A quick tour of the site reveals it to be a major improvement—especially when you consider it was pulled together in just 10 weeks. Its centerpiece is an interactive map where you can track grants, loans, and contracts by location, agency, or amount. You can zoom in on funding recipients by exact location, which you can’t do on the ProPublica or Recovery.com maps, making it easy to see where the checks are going locally. It also offers text lists of recipients by state and agency. ProPublica and Recovery.com offer lists by county and city, respectively—so will someone please offer a choice of recipient lists by zip code, city, county, and state? Perhaps Recovery.gov can be of assistance: For the super wonky, it offers downloadable data for making “mashups and gadgets.” Amid an otherwise so-so review of the site, OMB Watch says “this is actually a really nice feature.”

So what’s wrong with the new Recovery.gov? The biggest glitch is that its numbers aren’t entirely up to date. The chairman of the Recovery Accountability and Transparency Board says that the data will remain “spotty” until January 2010, when recipients can correct any reporting errors. (These corrections will also be tracked on the site.) Also, the site is still not searchable by recipient; that feature is supposed to be available in October. (Neither ProPublica nor Recovery.com offer this feature; the GOP site does, but it’s a pain in the butt.) And the new site doesn’t reveal just how much stimulus money each agency has received. (ProPublica does, though.)

The verdict: Recovery.gov’s far from a one-stop shop for all your stimulus transparency needs, but better late to the game than never. 

DONALD TRUMP & DEMOCRACY

Mother Jones was founded to do journalism differently. We stand for justice and democracy. We reject false equivalence. We go after stories others don’t. We’re a nonprofit newsroom, because the kind of truth-telling investigations we do doesn’t happen under corporate ownership.

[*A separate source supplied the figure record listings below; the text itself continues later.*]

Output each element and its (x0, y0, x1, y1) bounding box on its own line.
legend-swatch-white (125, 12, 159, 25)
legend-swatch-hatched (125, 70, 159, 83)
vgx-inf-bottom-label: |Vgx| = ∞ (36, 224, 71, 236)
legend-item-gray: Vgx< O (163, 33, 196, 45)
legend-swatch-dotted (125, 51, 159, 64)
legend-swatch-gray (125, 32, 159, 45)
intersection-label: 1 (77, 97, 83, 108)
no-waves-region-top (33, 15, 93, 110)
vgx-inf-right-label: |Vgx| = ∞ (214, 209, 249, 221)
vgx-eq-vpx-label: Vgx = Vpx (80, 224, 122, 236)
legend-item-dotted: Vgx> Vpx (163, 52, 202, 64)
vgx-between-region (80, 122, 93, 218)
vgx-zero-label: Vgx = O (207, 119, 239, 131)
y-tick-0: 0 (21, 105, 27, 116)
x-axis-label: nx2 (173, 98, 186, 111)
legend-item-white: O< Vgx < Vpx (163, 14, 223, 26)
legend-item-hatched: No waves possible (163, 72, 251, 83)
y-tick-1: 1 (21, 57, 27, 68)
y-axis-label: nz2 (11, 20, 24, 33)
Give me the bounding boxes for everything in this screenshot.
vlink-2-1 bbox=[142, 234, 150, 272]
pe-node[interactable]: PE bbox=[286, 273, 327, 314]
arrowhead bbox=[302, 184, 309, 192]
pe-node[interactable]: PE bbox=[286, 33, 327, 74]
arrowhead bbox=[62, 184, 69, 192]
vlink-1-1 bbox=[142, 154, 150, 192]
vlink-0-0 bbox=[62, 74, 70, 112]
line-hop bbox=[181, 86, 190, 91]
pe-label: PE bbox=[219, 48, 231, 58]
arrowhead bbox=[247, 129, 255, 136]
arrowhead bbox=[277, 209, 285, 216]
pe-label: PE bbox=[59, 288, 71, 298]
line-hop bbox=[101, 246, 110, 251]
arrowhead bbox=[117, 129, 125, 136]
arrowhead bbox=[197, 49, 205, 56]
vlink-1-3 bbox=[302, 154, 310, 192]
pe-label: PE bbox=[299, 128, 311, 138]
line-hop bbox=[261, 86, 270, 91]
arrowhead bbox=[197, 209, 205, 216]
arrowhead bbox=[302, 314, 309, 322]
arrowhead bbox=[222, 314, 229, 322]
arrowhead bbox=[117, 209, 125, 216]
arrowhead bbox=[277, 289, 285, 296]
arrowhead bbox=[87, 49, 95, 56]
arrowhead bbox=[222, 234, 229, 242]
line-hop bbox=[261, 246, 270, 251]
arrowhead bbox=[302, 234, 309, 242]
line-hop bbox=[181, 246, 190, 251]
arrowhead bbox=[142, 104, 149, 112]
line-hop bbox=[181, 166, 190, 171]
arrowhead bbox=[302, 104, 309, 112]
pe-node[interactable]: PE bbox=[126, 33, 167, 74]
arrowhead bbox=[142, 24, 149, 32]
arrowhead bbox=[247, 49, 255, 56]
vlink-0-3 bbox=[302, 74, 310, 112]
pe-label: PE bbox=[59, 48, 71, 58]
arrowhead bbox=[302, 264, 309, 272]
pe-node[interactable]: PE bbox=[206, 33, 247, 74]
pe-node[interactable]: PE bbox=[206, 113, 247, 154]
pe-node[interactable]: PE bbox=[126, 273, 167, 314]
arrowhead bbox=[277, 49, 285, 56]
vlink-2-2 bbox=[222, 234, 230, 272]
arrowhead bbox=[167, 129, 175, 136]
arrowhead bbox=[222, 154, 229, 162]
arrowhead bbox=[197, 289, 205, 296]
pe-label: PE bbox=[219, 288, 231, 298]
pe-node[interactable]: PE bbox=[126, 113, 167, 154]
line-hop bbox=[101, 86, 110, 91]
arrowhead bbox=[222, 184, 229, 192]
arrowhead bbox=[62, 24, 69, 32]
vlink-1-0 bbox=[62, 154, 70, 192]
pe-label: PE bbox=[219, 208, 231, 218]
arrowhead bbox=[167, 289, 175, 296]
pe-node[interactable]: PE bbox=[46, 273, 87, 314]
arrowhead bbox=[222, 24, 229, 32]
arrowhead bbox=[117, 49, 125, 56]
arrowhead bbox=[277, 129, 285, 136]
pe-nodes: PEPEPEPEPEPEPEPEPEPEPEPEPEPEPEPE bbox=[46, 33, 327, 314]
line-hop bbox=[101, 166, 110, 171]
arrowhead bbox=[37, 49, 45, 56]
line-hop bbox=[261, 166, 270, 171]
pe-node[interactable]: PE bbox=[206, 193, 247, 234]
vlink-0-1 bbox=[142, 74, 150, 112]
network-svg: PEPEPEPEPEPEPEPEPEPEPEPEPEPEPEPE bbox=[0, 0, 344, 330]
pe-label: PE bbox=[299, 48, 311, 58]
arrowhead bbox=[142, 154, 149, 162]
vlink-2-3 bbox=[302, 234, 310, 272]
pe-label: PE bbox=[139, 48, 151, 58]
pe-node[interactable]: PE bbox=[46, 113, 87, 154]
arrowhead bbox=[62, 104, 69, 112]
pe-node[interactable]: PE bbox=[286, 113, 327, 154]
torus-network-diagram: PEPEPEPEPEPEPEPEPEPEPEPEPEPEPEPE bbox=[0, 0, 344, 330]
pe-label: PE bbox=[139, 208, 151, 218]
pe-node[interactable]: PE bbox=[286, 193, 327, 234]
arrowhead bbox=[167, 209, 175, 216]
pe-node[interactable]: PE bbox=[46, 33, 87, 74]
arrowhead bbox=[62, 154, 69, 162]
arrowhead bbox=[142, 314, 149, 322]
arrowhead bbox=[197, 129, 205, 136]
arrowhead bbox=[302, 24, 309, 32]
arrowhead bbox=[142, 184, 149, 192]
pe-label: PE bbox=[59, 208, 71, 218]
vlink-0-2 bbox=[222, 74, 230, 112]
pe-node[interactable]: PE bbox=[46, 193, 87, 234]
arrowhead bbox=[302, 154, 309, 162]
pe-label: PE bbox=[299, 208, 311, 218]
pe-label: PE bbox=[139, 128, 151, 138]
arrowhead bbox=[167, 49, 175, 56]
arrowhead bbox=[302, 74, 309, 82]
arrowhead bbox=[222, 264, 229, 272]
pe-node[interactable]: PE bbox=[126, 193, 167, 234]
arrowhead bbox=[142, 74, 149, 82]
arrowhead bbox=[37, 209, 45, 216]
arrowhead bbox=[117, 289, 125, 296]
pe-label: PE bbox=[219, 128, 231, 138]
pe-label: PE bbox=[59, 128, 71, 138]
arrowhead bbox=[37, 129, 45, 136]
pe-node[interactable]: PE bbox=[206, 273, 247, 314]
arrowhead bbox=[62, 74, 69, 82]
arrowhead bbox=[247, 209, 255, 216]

And we need your support like never before, to fight back against the existential threats American democracy faces. Fundraising for nonprofit media is always a challenge, and we need all hands on deck right now. We have no cushion; we leave it all on the field.

It’s reader support that enables Mother Jones to report the facts that are too difficult, expensive, or inconvenient for other news outlets to uncover. Please help with a donation today if you can—even a few bucks will make a real difference. A monthly gift would be incredible.

payment methods

DONALD TRUMP & DEMOCRACY

Mother Jones was founded to do journalism differently. We stand for justice and democracy. We reject false equivalence. We go after stories others don’t. We’re a nonprofit newsroom, because the kind of truth-telling investigations we do doesn’t happen under corporate ownership.

And we need your support like never before, to fight back against the existential threats American democracy faces. Fundraising for nonprofit media is always a challenge, and we need all hands on deck right now. We have no cushion; we leave it all on the field.

It’s reader support that enables Mother Jones to report the facts that are too difficult, expensive, or inconvenient for other news outlets to uncover. Please help with a donation today if you can—even a few bucks will make a real difference. A monthly gift would be incredible.

payment methods

We Recommend

Latest

Sign up for our free newsletter

Subscribe to the Mother Jones Daily to have our top stories delivered directly to your inbox.

Get our award-winning magazine

Save big on a full year of investigations, ideas, and insights.

Subscribe

Support our journalism

Help Mother Jones' reporters dig deep with a tax-deductible donation.